READ ALSO OQTF: What is the notice to quit and can you appeal?

The proposed new migration law tries to address this issue. It would reduce from 12 to four the number of legal arguments that can be put forward to delay or cancel an expulsion order.

Everyone served with an OQRF would be inscribed on a computer file. It would create a new network of regional centres to process asylum requests.

The original bill was framed to appeal to both Right and Left – which made it sensibly balanced or wishy-washy Macronist, depending on your political persuasion. It would allow some illegal migrants and unprocessed asylum-seekers to contribute to the French economy by taking jobs.

Those eligible would include illegal migrants and asylum seekers who have been present in France for three years. They would be permitted to seek work permits in trades where labour is scarce – especially the restaurant and construction industries.

Originally, Macron and his interior minister Gérald Darmanin hoped that the bill would attract support from both the moderate left and the centre-right. The ill-feeling generated by the pension dispute now means that no left-wing support is conceivable.

All therefore depends on the 62 centre-right Les Républicains deputies who hold the balance of power in the National Assembly. They split on pension reform. Prime Minister Elisabeth Borne warned Macron last month that they were equally divided and unreliable on the migration bill.

The President agreed to delay the debate until the autumn and then changed his mind. He needed – or wanted – an early parliamentary success on a contentious issue to prove that he was still able to govern, and reform, the country.

That was a mistake.

The leaders of Les Républicains (LR) have rejected the Macron migration bill. They have ruled out all possibility of voting to give some illegal migrants work-permits.

They have announced – but not yet published – an immigration bill of their own which steals the ideas of, inter alia, Marine Le Pen, Eric Zemmour, Donald Trump and the British Conservative government.

Amongst other things, they want to abolish the 25-years-old rights rights of illegal migrants to seek free health care in France (which takes just 0.5 percent of health spending). And they want to stop the “deep state” (ie French and European officials and judges) from protecting migrant rights.

The once pro-European centre-right party says that it wants a referendum on constitutional change to allow France to “take back control” and disobey EU laws when its national interests are threatened. This is a photocopy of Marine Le Pen’s idea which amounts to an unworkable Frexit-in-all-but-name.

None of this has a remote chance of being agreed while Macron is President. It is a) declaration that the failing LR intends to lurch to the hard right before the next presidential election b) a suicide note by what remains of the once broad Gaullist movement.

After nailing their colours to this illiberal mast, there is no chance that Les Républicains will provide the 40 or so votes needed for the Macron migration bill to pass in its present form. Darmanin, the interior minister, is looking for some form of compromise but cannot go too far without alienating parts of Macron’s own centrist alliance.

The sensible idea of jobs-for-deserving-migrants may be split from the bill (again) and carried out regionally by administrative order.
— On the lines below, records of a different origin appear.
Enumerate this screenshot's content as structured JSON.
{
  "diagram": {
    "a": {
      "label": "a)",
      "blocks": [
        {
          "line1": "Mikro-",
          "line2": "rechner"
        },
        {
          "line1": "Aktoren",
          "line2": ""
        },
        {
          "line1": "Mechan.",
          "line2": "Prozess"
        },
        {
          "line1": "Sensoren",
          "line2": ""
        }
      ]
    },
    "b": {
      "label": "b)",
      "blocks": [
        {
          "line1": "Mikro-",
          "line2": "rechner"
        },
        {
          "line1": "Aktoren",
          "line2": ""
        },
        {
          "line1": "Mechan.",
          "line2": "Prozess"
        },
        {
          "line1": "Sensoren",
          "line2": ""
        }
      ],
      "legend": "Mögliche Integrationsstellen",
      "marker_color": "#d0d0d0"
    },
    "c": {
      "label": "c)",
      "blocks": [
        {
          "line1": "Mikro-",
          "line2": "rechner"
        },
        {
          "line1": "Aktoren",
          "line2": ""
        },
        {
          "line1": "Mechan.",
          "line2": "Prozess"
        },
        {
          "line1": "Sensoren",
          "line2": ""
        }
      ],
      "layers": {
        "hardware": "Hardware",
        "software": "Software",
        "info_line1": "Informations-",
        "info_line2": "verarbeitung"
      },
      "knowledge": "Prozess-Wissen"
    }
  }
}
The government may offer some small restrictions on health care for illegal migrants and asylum seekers.

Will that bring the LR aboard? I doubt it.
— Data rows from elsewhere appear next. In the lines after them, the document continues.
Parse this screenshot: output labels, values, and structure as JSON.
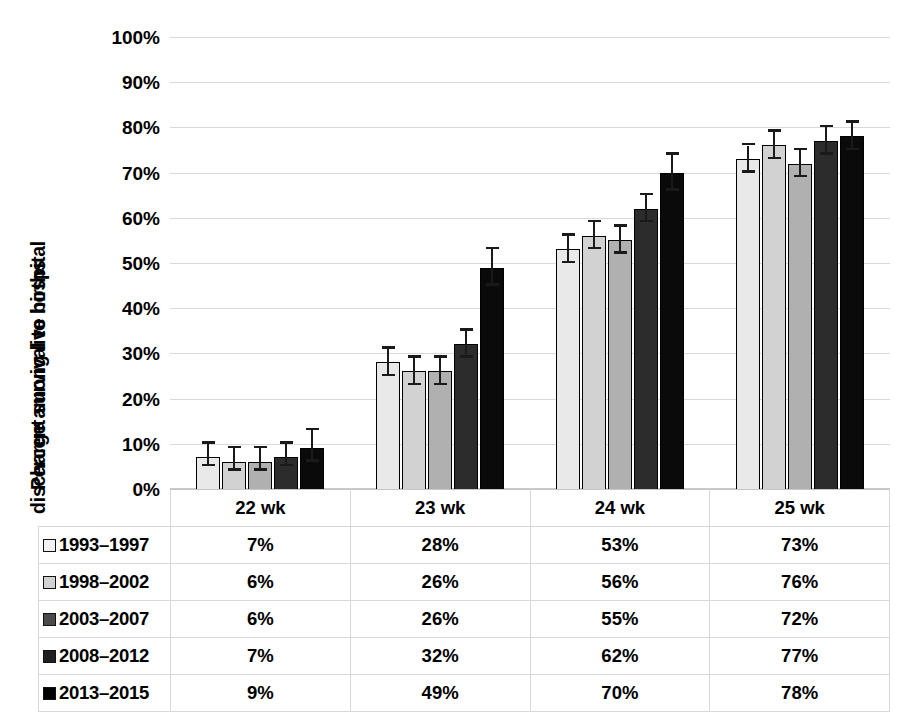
{
  "chart_data": {
    "type": "bar",
    "title": "",
    "xlabel": "",
    "ylabel": "Percent survival to hospital discharge among live births",
    "ylabel_lines": [
      "Percent survival to hospital",
      "discharge among live births"
    ],
    "ylim": [
      0,
      100
    ],
    "yticks": [
      "0%",
      "10%",
      "20%",
      "30%",
      "40%",
      "50%",
      "60%",
      "70%",
      "80%",
      "90%",
      "100%"
    ],
    "ytick_values": [
      0,
      10,
      20,
      30,
      40,
      50,
      60,
      70,
      80,
      90,
      100
    ],
    "grid": true,
    "legend_position": "table-left-column",
    "categories": [
      "22 wk",
      "23 wk",
      "24 wk",
      "25 wk"
    ],
    "series": [
      {
        "name": "1993-1997",
        "color": "#e9e9e9",
        "values": [
          7,
          28,
          53,
          73
        ],
        "labels": [
          "7%",
          "28%",
          "53%",
          "73%"
        ],
        "err_low": [
          2,
          3,
          3,
          3
        ],
        "err_high": [
          3,
          3,
          3,
          3
        ]
      },
      {
        "name": "1998-2002",
        "color": "#d2d2d2",
        "values": [
          6,
          26,
          56,
          76
        ],
        "labels": [
          "6%",
          "26%",
          "56%",
          "76%"
        ],
        "err_low": [
          2,
          3,
          3,
          3
        ],
        "err_high": [
          3,
          3,
          3,
          3
        ]
      },
      {
        "name": "2003-2007",
        "color": "#b0b0b0",
        "values": [
          6,
          26,
          55,
          72
        ],
        "labels": [
          "6%",
          "26%",
          "55%",
          "72%"
        ],
        "err_low": [
          2,
          3,
          3,
          3
        ],
        "err_high": [
          3,
          3,
          3,
          3
        ]
      },
      {
        "name": "2008-2012",
        "color": "#2c2c2c",
        "values": [
          7,
          32,
          62,
          77
        ],
        "labels": [
          "7%",
          "32%",
          "62%",
          "77%"
        ],
        "err_low": [
          2,
          3,
          3,
          3
        ],
        "err_high": [
          3,
          3,
          3,
          3
        ]
      },
      {
        "name": "2013-2015",
        "color": "#0a0a0a",
        "values": [
          9,
          49,
          70,
          78
        ],
        "labels": [
          "9%",
          "49%",
          "70%",
          "78%"
        ],
        "err_low": [
          3,
          4,
          4,
          3
        ],
        "err_high": [
          4,
          4,
          4,
          3
        ]
      }
    ]
  },
  "table": {
    "corner_label": "",
    "column_headers": [
      "22 wk",
      "23 wk",
      "24 wk",
      "25 wk"
    ],
    "rows": [
      {
        "label": "1993–1997",
        "swatch": "#f2f2f2",
        "values": [
          "7%",
          "28%",
          "53%",
          "73%"
        ]
      },
      {
        "label": "1998–2002",
        "swatch": "#d2d2d2",
        "values": [
          "6%",
          "26%",
          "56%",
          "76%"
        ]
      },
      {
        "label": "2003–2007",
        "swatch": "#4a4a4a",
        "values": [
          "6%",
          "26%",
          "55%",
          "72%"
        ]
      },
      {
        "label": "2008–2012",
        "swatch": "#1f1f1f",
        "values": [
          "7%",
          "32%",
          "62%",
          "77%"
        ]
      },
      {
        "label": "2013–2015",
        "swatch": "#000000",
        "values": [
          "9%",
          "49%",
          "70%",
          "78%"
        ]
      }
    ]
  },
  "style": {
    "grid_color": "#d9d9d9",
    "bar_outline": "#000000",
    "error_bar_color": "#1a1a1a",
    "table_border": "#d8d8d8",
    "background": "#ffffff"
  }
}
Will the government risk another explosion by using its special powers to impose the law under Article 49.3 of the Constitution? I doubt it.

Will Macron back down and withdraw the bill (again)? I doubt it.

Will immigration replace pensions as the dominant political psycho-drama? I doubt it.

There may have been case for more tinkering with migration law but this was not the time to insist on it. Macron should have concentrated his efforts on more consensual reforms like his seven-year increase in defence spending and the proposed “green” industry law.

Immigration, like pensions, is a subject which anaesthetises balance and practical common-sense.